Archive

Posts Tagged ‘environment’

Buying a fuel-efficient used car versus a new Prius

April 28th, 2009

As one who drives a 2000 Honda Civic, which in many real-world driving tests gets almost exactly 30 MPG consistently (I keep pump logs), I wonder if I would actually create a net reduction in gas consumption by buying a Prius or other car. Now, I’m assuming a new Prius, but buying a used one is perfectly valid, and is outside the scope of this article. If you want to do that, more power to you – that’s a good choice hands down. Yet, most people I know would opt for a new one. Based on various seemingly valid estimates, it takes 113,322,000 BTUs to create and import a brand new Prius. It takes 0 BTUs to park a used Honda Civic on a lot until someone buys it.

So, for the data used to obtain this, I looked all over for real road tests of the Prius fuel economy.  This one seemed to fit well with everything else I’d been reading, giving an average range of 42.6-45.2 MPG.  So, I’m going to say 43 MPG.

The Prius uses enough gas to create 2639.53 BTUs per mile.  The Civic: 3783.33.  At these rates, and coupled with the initial component of the BTUs used to manufacture and import the Prius, we come up with the following:

2639.53x + 113322000 = 3783.33x

x = 99075.01

Graphing this in gnuplot, we get the following:

plotSo, one would have to drive almost 100,000 miles to get an advantage over simply buying a used Civic.  Interesting.  Here’s the GNUPlot Plot File for anyone that’s interested.


Uncategorized , , , , , , , , ,

DNS for bash

March 31st, 2008

Today, I decided I wanted a network service that propagated variables and aliases to every login shell that subscribed to it. This is dangerous on a large scale, but perfectly acceptable on my small home network where everyone trusts everyone else.

First, I got Camping installed, bringing back fond memories of Ruby development. I then copied off the blog example, and created TreeHugger, a 427 line script that provides a web interface to edit the variables, and a plain text output for the shells to source.

This script, when run, allows some simple MVC actions to an sqlite3 database.

Example Screenshot

As you can see, I have some aliases here I want to send to all the subscribing hosts. Eventually, I want to add some detection functionality to the database (mostly reverse DNS lookups for host rule referencing). I just have to access /out to get my desired output:


# Treehugger Configuration
# Aliases
alias ai='sudo apt-get install'
alias aup='sudo apt-get update'
alias aug='sudo apt-get upgrade'

# Environment Variables

Now, to get this into bash. I looked into making the date command spit out pretty unique timestamps. Turns out you can do this with the nanoseconds format:


$ date +%s%N
1206926780157462141

I made it so wget saves the treehugger config to a tempfile using the somewhat random seed above as a filename suffix, and then I have my shell source it:


FILENAME=/tmp/treehugger-`date +%s%N`; 2>/dev/null wget -O $FILENAME  http://rofl.who/treehugger/out && source $FILENAME && rm $FILENAME

And now I have nice aliases on my laptop served up from my desktop as fresh as the shell:


hank@davros:~$ alias
alias ai='sudo apt-get install'
alias aug='sudo apt-get upgrade'
alias aup='sudo apt-get update'
alias ls='ls --color=auto'


Uncategorized , , , , , , , ,

Killing Caps Lock

March 22nd, 2007

As seen here:


    Option  "XkbOptions"    "ctrl:nocaps"

Horray. Awesomeness. Changes the caps lock key to a control key in Linux via xorg.conf.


## [What needs to be done]
Repeat the listing that comes next, leaving nothing out and changing nothing.

## [Given records]
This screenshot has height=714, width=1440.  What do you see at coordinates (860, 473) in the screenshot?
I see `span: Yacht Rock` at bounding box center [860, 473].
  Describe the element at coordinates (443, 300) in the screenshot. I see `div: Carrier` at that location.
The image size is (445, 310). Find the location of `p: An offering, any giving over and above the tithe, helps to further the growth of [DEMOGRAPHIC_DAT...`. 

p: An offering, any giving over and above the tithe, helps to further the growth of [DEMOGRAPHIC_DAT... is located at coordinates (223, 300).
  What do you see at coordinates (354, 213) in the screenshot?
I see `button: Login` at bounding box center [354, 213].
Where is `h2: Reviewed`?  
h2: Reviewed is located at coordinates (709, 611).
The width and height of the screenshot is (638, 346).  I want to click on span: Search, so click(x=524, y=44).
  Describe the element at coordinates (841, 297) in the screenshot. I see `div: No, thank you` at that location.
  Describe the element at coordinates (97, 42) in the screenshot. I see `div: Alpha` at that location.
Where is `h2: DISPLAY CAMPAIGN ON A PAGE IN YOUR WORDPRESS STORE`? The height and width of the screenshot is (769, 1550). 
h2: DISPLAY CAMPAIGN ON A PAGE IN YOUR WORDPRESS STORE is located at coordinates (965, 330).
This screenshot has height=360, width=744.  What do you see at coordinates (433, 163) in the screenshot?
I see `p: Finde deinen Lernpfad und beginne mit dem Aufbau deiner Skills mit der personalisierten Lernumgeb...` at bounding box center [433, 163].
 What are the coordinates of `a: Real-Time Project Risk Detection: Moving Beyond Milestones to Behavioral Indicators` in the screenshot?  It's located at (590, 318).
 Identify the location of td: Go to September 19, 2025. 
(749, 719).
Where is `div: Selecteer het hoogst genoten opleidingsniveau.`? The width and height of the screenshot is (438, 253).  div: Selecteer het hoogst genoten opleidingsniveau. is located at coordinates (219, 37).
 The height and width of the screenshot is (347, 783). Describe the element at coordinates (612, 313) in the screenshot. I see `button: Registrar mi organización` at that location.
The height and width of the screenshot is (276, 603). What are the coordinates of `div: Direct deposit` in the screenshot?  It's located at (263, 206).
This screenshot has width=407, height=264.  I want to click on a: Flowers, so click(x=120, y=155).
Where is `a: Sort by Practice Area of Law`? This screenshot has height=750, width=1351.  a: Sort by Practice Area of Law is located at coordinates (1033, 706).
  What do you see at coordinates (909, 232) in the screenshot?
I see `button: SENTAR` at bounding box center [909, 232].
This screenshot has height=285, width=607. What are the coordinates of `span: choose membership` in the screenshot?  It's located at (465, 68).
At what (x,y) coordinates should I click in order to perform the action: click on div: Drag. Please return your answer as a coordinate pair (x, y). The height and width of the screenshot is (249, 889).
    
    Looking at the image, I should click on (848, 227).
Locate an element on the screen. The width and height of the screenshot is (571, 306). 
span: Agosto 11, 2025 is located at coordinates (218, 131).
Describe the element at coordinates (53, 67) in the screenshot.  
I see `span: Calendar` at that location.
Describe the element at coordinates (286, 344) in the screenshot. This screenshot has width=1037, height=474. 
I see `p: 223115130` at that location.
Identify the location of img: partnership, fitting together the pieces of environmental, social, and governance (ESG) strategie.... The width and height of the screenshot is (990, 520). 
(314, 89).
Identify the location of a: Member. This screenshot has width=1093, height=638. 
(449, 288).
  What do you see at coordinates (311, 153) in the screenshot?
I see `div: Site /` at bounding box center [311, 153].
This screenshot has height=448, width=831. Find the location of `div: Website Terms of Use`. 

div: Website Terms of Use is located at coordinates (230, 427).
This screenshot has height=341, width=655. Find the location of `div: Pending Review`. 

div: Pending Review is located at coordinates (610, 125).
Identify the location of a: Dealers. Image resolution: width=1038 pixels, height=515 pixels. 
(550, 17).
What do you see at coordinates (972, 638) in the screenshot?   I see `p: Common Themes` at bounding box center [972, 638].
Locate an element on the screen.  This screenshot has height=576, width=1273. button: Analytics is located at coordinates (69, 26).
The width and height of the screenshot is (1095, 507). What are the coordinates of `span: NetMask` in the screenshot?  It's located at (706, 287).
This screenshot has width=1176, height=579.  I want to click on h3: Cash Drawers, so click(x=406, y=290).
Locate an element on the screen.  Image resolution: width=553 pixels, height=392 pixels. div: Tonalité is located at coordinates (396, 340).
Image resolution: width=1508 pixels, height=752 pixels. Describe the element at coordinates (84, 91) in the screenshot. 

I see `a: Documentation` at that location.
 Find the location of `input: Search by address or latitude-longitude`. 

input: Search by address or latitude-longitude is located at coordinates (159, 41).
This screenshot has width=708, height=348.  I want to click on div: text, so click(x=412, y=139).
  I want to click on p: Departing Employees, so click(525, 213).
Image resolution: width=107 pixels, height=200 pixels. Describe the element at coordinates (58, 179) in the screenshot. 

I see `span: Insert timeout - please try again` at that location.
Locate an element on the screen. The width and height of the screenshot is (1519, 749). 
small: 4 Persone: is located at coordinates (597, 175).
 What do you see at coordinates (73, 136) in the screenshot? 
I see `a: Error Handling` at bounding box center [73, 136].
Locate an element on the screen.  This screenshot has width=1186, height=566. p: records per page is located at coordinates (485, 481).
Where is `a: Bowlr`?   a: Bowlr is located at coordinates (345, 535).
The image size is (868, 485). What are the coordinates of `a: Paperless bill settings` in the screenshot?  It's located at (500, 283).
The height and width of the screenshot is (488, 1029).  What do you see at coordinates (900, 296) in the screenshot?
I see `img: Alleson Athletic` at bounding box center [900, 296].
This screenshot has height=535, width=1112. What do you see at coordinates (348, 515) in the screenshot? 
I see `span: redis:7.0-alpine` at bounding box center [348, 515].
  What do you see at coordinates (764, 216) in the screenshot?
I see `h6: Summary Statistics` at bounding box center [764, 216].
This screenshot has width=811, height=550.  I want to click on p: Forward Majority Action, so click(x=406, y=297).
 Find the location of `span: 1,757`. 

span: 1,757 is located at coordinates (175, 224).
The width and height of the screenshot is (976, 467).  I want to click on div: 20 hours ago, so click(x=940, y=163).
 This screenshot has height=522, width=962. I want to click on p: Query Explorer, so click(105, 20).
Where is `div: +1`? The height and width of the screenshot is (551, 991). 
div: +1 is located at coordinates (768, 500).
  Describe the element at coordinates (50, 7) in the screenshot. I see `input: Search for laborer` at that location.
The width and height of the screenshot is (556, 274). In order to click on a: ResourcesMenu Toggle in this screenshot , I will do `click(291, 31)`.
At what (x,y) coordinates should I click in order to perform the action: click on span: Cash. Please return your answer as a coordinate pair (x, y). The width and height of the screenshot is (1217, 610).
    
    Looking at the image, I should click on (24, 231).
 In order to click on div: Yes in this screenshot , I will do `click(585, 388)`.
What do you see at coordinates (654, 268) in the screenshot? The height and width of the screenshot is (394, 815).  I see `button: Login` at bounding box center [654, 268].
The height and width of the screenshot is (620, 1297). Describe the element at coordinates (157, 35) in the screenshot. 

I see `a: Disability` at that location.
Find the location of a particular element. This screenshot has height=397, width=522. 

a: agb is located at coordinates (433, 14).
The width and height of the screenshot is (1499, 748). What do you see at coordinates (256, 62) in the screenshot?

## [Solution for this exercise]
This screenshot has height=714, width=1440.  What do you see at coordinates (860, 473) in the screenshot?
I see `span: Yacht Rock` at bounding box center [860, 473].
  Describe the element at coordinates (443, 300) in the screenshot. I see `div: Carrier` at that location.
The image size is (445, 310). Find the location of `p: An offering, any giving over and above the tithe, helps to further the growth of [DEMOGRAPHIC_DAT...`. 

p: An offering, any giving over and above the tithe, helps to further the growth of [DEMOGRAPHIC_DAT... is located at coordinates (223, 300).
  What do you see at coordinates (354, 213) in the screenshot?
I see `button: Login` at bounding box center [354, 213].
Where is `h2: Reviewed`?  
h2: Reviewed is located at coordinates (709, 611).
The width and height of the screenshot is (638, 346).  I want to click on span: Search, so click(x=524, y=44).
  Describe the element at coordinates (841, 297) in the screenshot. I see `div: No, thank you` at that location.
  Describe the element at coordinates (97, 42) in the screenshot. I see `div: Alpha` at that location.
Where is `h2: DISPLAY CAMPAIGN ON A PAGE IN YOUR WORDPRESS STORE`? The height and width of the screenshot is (769, 1550). 
h2: DISPLAY CAMPAIGN ON A PAGE IN YOUR WORDPRESS STORE is located at coordinates (965, 330).
This screenshot has height=360, width=744.  What do you see at coordinates (433, 163) in the screenshot?
I see `p: Finde deinen Lernpfad und beginne mit dem Aufbau deiner Skills mit der personalisierten Lernumgeb...` at bounding box center [433, 163].
 What are the coordinates of `a: Real-Time Project Risk Detection: Moving Beyond Milestones to Behavioral Indicators` in the screenshot?  It's located at (590, 318).
 Identify the location of td: Go to September 19, 2025. 
(749, 719).
Where is `div: Selecteer het hoogst genoten opleidingsniveau.`? The width and height of the screenshot is (438, 253).  div: Selecteer het hoogst genoten opleidingsniveau. is located at coordinates (219, 37).
 The height and width of the screenshot is (347, 783). Describe the element at coordinates (612, 313) in the screenshot. I see `button: Registrar mi organización` at that location.
The height and width of the screenshot is (276, 603). What are the coordinates of `div: Direct deposit` in the screenshot?  It's located at (263, 206).
This screenshot has width=407, height=264.  I want to click on a: Flowers, so click(x=120, y=155).
Where is `a: Sort by Practice Area of Law`? This screenshot has height=750, width=1351.  a: Sort by Practice Area of Law is located at coordinates (1033, 706).
  What do you see at coordinates (909, 232) in the screenshot?
I see `button: SENTAR` at bounding box center [909, 232].
This screenshot has height=285, width=607. What are the coordinates of `span: choose membership` in the screenshot?  It's located at (465, 68).
At what (x,y) coordinates should I click in order to perform the action: click on div: Drag. Please return your answer as a coordinate pair (x, y). The height and width of the screenshot is (249, 889).
    
    Looking at the image, I should click on (848, 227).
Locate an element on the screen. The width and height of the screenshot is (571, 306). 
span: Agosto 11, 2025 is located at coordinates (218, 131).
Describe the element at coordinates (53, 67) in the screenshot.  
I see `span: Calendar` at that location.
Describe the element at coordinates (286, 344) in the screenshot. This screenshot has width=1037, height=474. 
I see `p: 223115130` at that location.
Identify the location of img: partnership, fitting together the pieces of environmental, social, and governance (ESG) strategie.... The width and height of the screenshot is (990, 520). 
(314, 89).
Identify the location of a: Member. This screenshot has width=1093, height=638. 
(449, 288).
  What do you see at coordinates (311, 153) in the screenshot?
I see `div: Site /` at bounding box center [311, 153].
This screenshot has height=448, width=831. Find the location of `div: Website Terms of Use`. 

div: Website Terms of Use is located at coordinates (230, 427).
This screenshot has height=341, width=655. Find the location of `div: Pending Review`. 

div: Pending Review is located at coordinates (610, 125).
Identify the location of a: Dealers. Image resolution: width=1038 pixels, height=515 pixels. 
(550, 17).
What do you see at coordinates (972, 638) in the screenshot?   I see `p: Common Themes` at bounding box center [972, 638].
Locate an element on the screen.  This screenshot has height=576, width=1273. button: Analytics is located at coordinates (69, 26).
The width and height of the screenshot is (1095, 507). What are the coordinates of `span: NetMask` in the screenshot?  It's located at (706, 287).
This screenshot has width=1176, height=579.  I want to click on h3: Cash Drawers, so click(x=406, y=290).
Locate an element on the screen.  Image resolution: width=553 pixels, height=392 pixels. div: Tonalité is located at coordinates (396, 340).
Image resolution: width=1508 pixels, height=752 pixels. Describe the element at coordinates (84, 91) in the screenshot. 

I see `a: Documentation` at that location.
 Find the location of `input: Search by address or latitude-longitude`. 

input: Search by address or latitude-longitude is located at coordinates (159, 41).
This screenshot has width=708, height=348.  I want to click on div: text, so click(x=412, y=139).
  I want to click on p: Departing Employees, so click(525, 213).
Image resolution: width=107 pixels, height=200 pixels. Describe the element at coordinates (58, 179) in the screenshot. 

I see `span: Insert timeout - please try again` at that location.
Locate an element on the screen. The width and height of the screenshot is (1519, 749). 
small: 4 Persone: is located at coordinates (597, 175).
 What do you see at coordinates (73, 136) in the screenshot? 
I see `a: Error Handling` at bounding box center [73, 136].
Locate an element on the screen.  This screenshot has width=1186, height=566. p: records per page is located at coordinates (485, 481).
Where is `a: Bowlr`?   a: Bowlr is located at coordinates (345, 535).
The image size is (868, 485). What are the coordinates of `a: Paperless bill settings` in the screenshot?  It's located at (500, 283).
The height and width of the screenshot is (488, 1029).  What do you see at coordinates (900, 296) in the screenshot?
I see `img: Alleson Athletic` at bounding box center [900, 296].
This screenshot has height=535, width=1112. What do you see at coordinates (348, 515) in the screenshot? 
I see `span: redis:7.0-alpine` at bounding box center [348, 515].
  What do you see at coordinates (764, 216) in the screenshot?
I see `h6: Summary Statistics` at bounding box center [764, 216].
This screenshot has width=811, height=550.  I want to click on p: Forward Majority Action, so click(x=406, y=297).
 Find the location of `span: 1,757`. 

span: 1,757 is located at coordinates (175, 224).
The width and height of the screenshot is (976, 467).  I want to click on div: 20 hours ago, so click(x=940, y=163).
 This screenshot has height=522, width=962. I want to click on p: Query Explorer, so click(105, 20).
Where is `div: +1`? The height and width of the screenshot is (551, 991). 
div: +1 is located at coordinates (768, 500).
  Describe the element at coordinates (50, 7) in the screenshot. I see `input: Search for laborer` at that location.
The width and height of the screenshot is (556, 274). In order to click on a: ResourcesMenu Toggle in this screenshot , I will do `click(291, 31)`.
At what (x,y) coordinates should I click in order to perform the action: click on span: Cash. Please return your answer as a coordinate pair (x, y). The width and height of the screenshot is (1217, 610).
    
    Looking at the image, I should click on (24, 231).
 In order to click on div: Yes in this screenshot , I will do `click(585, 388)`.
What do you see at coordinates (654, 268) in the screenshot? The height and width of the screenshot is (394, 815).  I see `button: Login` at bounding box center [654, 268].
The height and width of the screenshot is (620, 1297). Describe the element at coordinates (157, 35) in the screenshot. 

I see `a: Disability` at that location.
Find the location of a particular element. This screenshot has height=397, width=522. 

a: agb is located at coordinates (433, 14).
The width and height of the screenshot is (1499, 748). What do you see at coordinates (256, 62) in the screenshot?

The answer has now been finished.